Your internal, emotional, spiritual growth, the ability to acknowledge, accept, and love yourself, is essential to finding the love you want.  It is paramount in learning to love yourself, whether or not a lover ever shows up.

…you can give love, or anything else, without losing a thing.  You can consciously choose to share your time, resources, or life with someone because survival is not an issue.  When you make this conscious choice, you cannot lose.  You grow.  A relationship can end without depleting you.  You have learned what works and what does not work for you.  You now realize that the benefit of each and every one of your past experiences is total self-acceptance.  You can now accept yourself as you are, and you accept the choices you make because you know that you can choose and choose again until you are satisfied.
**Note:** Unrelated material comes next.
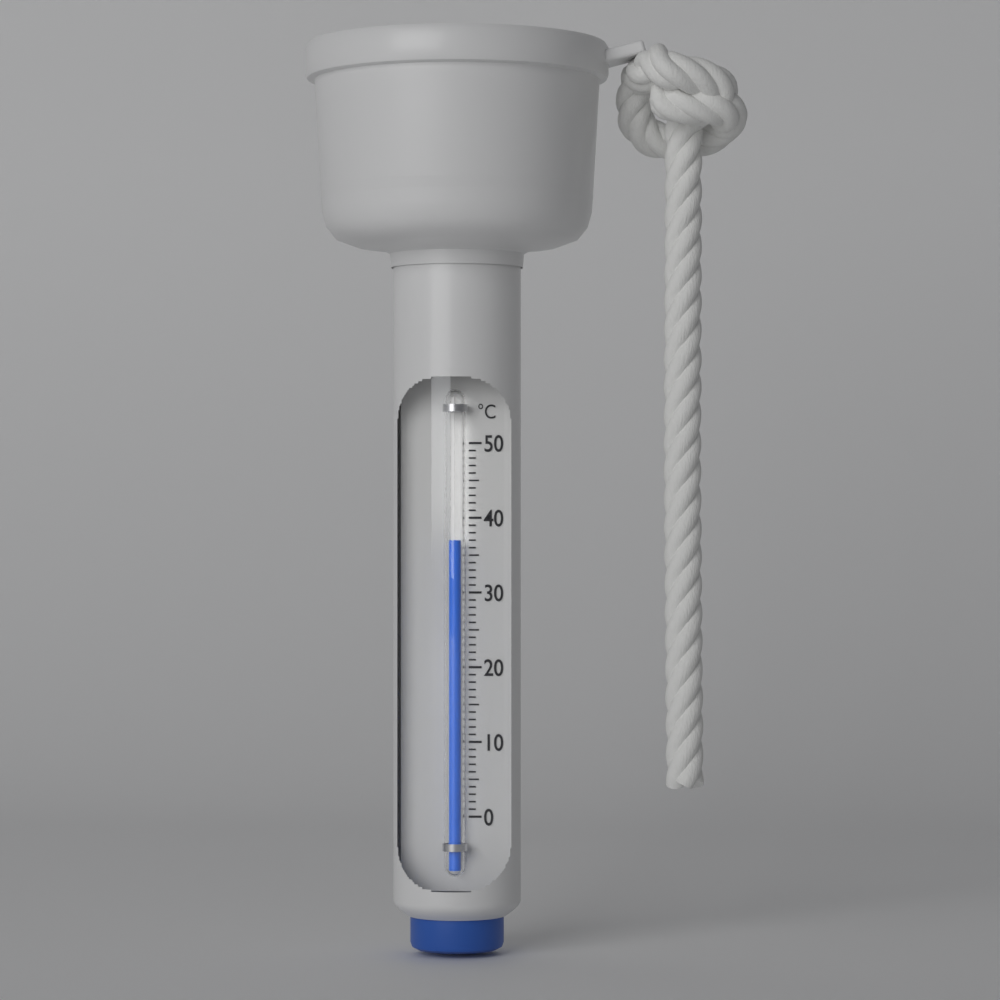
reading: 37 °C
pg 276: Someplace in the back of our minds, we believe if there is someone else out there like me, that means I can’t be all that bad.  Without realizing it, we go out looking for ourselves, believing that if we can find ourselves we will be happy.  The thing is, we don’t always like who we are because we have forgotten the truth.  We think we need to be fixed — not healed, but fixed.  There is a big difference.  Consequently, when we see ourselves in other people, in our partners, in our family members, in our friends, we get busy fixing them rather than healing ourselves.  There is also the issue of balance.  Love wants us to heal our concept of balance and wholeness.

Like and unlike are identical in nature, different in degree.  Extremes meet.  Balance is having two different things on opposite sides of the scale that look different and act different, but are in fact extremes of the same thing.  The extremes are necessary for wholeness.
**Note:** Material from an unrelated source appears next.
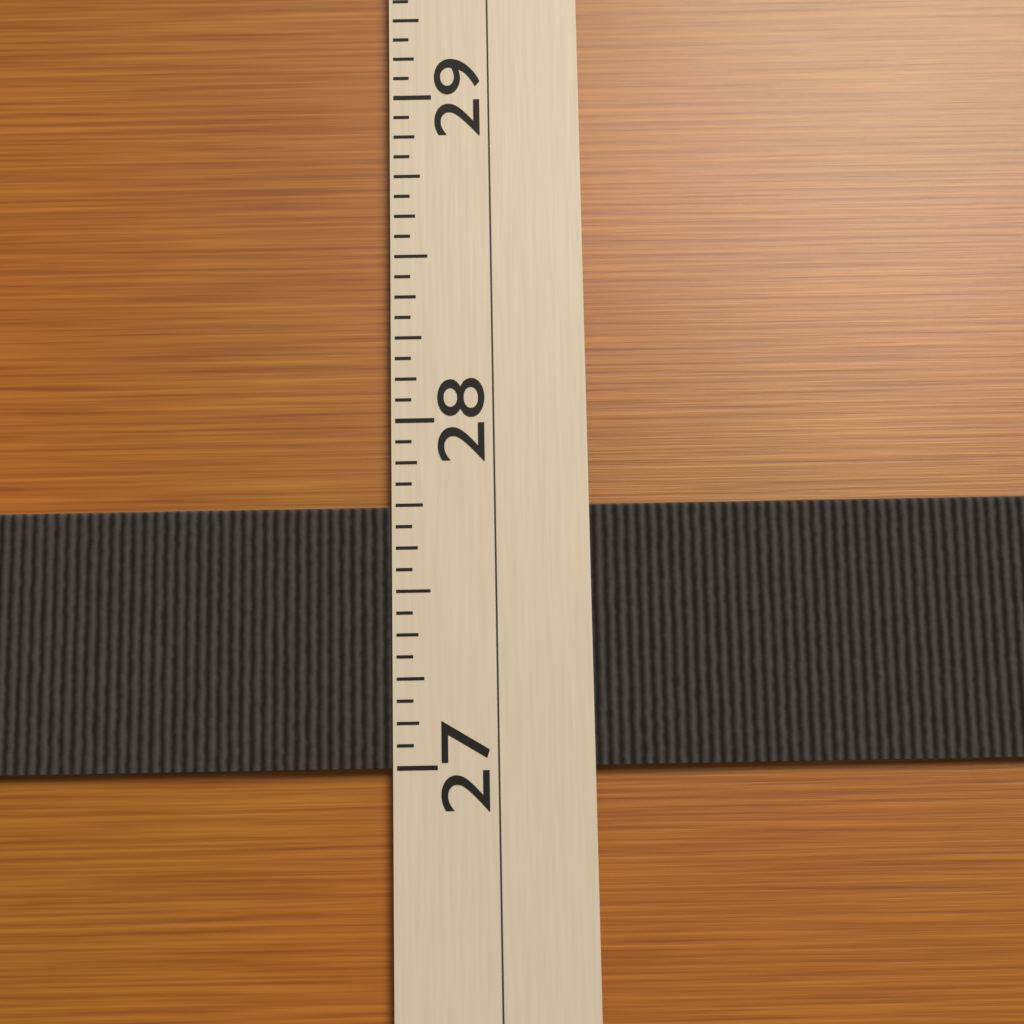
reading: 27.7500 (no unit)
pg 277:  We keep looking for sameness when healing requires tolerance, acceptance, and unconditional love of complementary difference.

Both sides teaching, both sides learning create the healing and balance required for unconditional love.  Sameness does not heal.  It allows us to hide the things we think and feel about ourselves in the closet.

Somewhere between the second and third floors in love’s house, you must learn to love people no matter what they do.

pg 288:  It is not loving to ask people to do what they cannot do.  You know what a person can do by watching what he or she does.  Some people will ask for help.  They will readily admit that they do not know what to do and would like some help in trying to figure it out.

The most loving thing Karen could have done was stay in constant communication with Stan, letting him in on the what, why, and when of her true feelings to the best of her ability.  She needed to acknowledge what she was feeling and express that to hi.  This would have kept her clear.  This would have forestalled the paralysis.

pg 314:  …the process leading up to and of being in the meantime is quite universal.

You will not know what the problem is.  Then you will know what the problem is, but you will not know what to do about it.  Then you will know what to do about the problem, but your stuff, your issues, will prevent you from doing it.  Then you will be forced to look at your stuff and sort through it in order to reach a solution.  Then you will know what to do, but not how to do it.  Then you will be called upon by the forces of life to do what you know you can do, must do all of the time.